Nvidia Faces Supply Crunch Despite Record GPU Demand
PILLAR DIAGNOSTIC // WEEK 16
“A binding GPU supply ceiling—driven by fab capacity limits and export controls—is colliding with aggressive $100 billion order forecasts, and with price momentum yet to reflect looming scarcity, upside is likely to stall as bottlenecks force a repricing.”
Proposed action
Trim long exposure and avoid chasing near-term breakouts
THE MECHANICS
Tape & flow
NVDA is testing key resistance around $195–200 after trading in a $170–197 range for months, with breakouts above trendlines and channel highs pointing toward new all-time highs near $210–215, while failure to hold support near $190/180 risks pullbacks toward $182–185. Options flows show declining put interest, even as looming forced selling from index inclusion poses structural liquidity risk.
THE MACHINE
Operational momentum
Fiscal 2025 revenue soared 114% to $130.5 B with net income up 145% and non-GAAP gross margin expanding to 75.2%, driven by AI data-center sales now making up 88% of revenue. GPU orders backlog tops $1 T through 2027 while TSMC’s 3 nm capacity is fully booked. Nvidia is ramping its GPU and CPU platforms with new model launches, interconnect and AI-factory investments. Warranty costs spiked nearly 10× on higher deployment volumes, and hyperscaler demand has tightened supply capacity.
THE MAP
Structure & constraints
AI compute expansion faces export controls and geopolitical risks alongside power grid and memory supply bottlenecks, prompting Nvidia to reinforce its moat through partnerships with TSMC, key HBM and LPDDR providers, and cloud and telecom operators amid heightening US political and antitrust scrutiny.
THE MOOD
Consensus & positioning
A wave of quiet accumulation by major funds and bullish positioning ahead of earnings and policy catalysts underpins strong investor confidence in NVIDIA’s AI leadership—from its computing stack and CUDA ecosystem to new open-source models—fueling a narrative of sustained upside despite sky-high valuations and isolated skepticism over software disruption fears.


Your objective - The answer must consist of each line below that holds the word "this", copied as it stands.

Items listed in a dataset -
^^^^^^^^^^^^^^^^

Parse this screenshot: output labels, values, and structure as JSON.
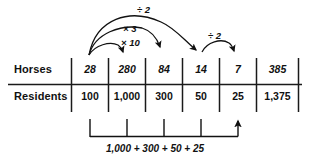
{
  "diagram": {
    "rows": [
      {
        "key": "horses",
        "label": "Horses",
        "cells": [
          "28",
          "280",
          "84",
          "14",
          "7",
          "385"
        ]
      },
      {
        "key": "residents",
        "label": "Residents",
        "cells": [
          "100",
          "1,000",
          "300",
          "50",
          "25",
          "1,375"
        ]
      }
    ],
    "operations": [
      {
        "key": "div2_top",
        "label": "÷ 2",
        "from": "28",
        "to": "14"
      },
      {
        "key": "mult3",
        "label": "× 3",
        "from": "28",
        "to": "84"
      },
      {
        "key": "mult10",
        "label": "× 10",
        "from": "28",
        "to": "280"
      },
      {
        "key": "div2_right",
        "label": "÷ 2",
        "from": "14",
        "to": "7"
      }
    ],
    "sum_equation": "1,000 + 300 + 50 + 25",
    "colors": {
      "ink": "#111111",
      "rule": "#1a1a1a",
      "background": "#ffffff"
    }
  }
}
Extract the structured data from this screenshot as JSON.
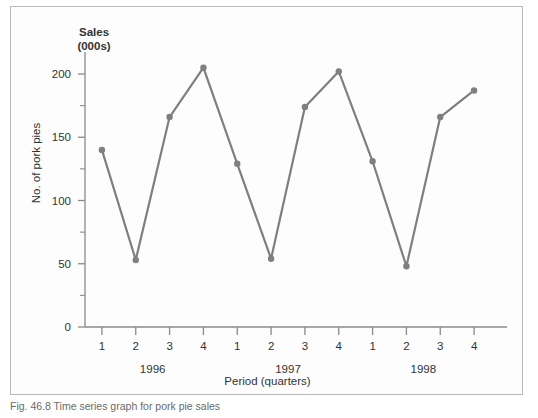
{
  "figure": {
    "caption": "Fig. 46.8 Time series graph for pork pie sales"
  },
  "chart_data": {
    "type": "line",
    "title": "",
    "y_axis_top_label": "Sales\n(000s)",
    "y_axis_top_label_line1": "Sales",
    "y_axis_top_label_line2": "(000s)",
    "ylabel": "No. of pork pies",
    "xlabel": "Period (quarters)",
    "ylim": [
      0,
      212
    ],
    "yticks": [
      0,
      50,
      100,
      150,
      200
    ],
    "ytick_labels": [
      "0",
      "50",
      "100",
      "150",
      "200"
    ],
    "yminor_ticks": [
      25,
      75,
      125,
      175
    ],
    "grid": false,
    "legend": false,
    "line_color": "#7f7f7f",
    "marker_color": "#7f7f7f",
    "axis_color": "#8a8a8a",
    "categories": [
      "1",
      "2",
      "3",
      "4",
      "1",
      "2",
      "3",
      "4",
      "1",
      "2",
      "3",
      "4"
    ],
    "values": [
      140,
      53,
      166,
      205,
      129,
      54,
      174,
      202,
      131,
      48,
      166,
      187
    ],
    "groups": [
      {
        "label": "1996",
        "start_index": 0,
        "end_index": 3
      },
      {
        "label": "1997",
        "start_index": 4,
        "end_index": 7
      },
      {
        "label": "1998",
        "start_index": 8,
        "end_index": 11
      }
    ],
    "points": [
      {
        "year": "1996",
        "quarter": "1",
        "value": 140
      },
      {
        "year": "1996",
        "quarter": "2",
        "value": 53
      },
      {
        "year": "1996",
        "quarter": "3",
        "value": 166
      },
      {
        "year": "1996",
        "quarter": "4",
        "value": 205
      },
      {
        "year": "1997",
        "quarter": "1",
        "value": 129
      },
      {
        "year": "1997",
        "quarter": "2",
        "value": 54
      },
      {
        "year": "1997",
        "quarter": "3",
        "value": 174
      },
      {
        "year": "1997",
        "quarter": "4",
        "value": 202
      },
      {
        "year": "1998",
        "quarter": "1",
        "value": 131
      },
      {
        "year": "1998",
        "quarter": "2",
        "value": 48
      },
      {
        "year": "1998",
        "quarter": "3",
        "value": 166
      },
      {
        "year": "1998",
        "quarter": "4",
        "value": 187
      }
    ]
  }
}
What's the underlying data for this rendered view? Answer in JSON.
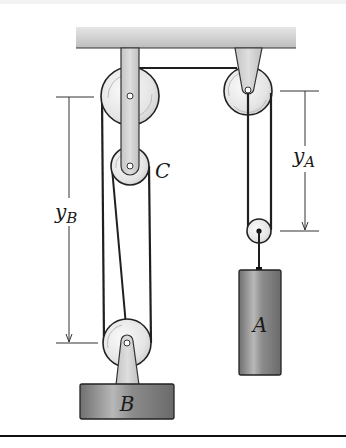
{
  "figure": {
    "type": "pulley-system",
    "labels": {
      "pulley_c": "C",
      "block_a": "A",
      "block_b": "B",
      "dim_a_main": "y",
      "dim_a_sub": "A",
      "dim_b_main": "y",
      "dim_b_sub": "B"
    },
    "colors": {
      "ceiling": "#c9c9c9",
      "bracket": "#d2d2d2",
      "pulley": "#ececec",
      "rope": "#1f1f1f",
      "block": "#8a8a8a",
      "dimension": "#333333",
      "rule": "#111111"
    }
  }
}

^^^^^^^^^^^^^^^^

Response to the exercise -
Parse this screenshot: output labels, values, and structure as JSON.
Extract the structured data from this screenshot as JSON.
What's the underlying data for this rendered view? Answer in JSON.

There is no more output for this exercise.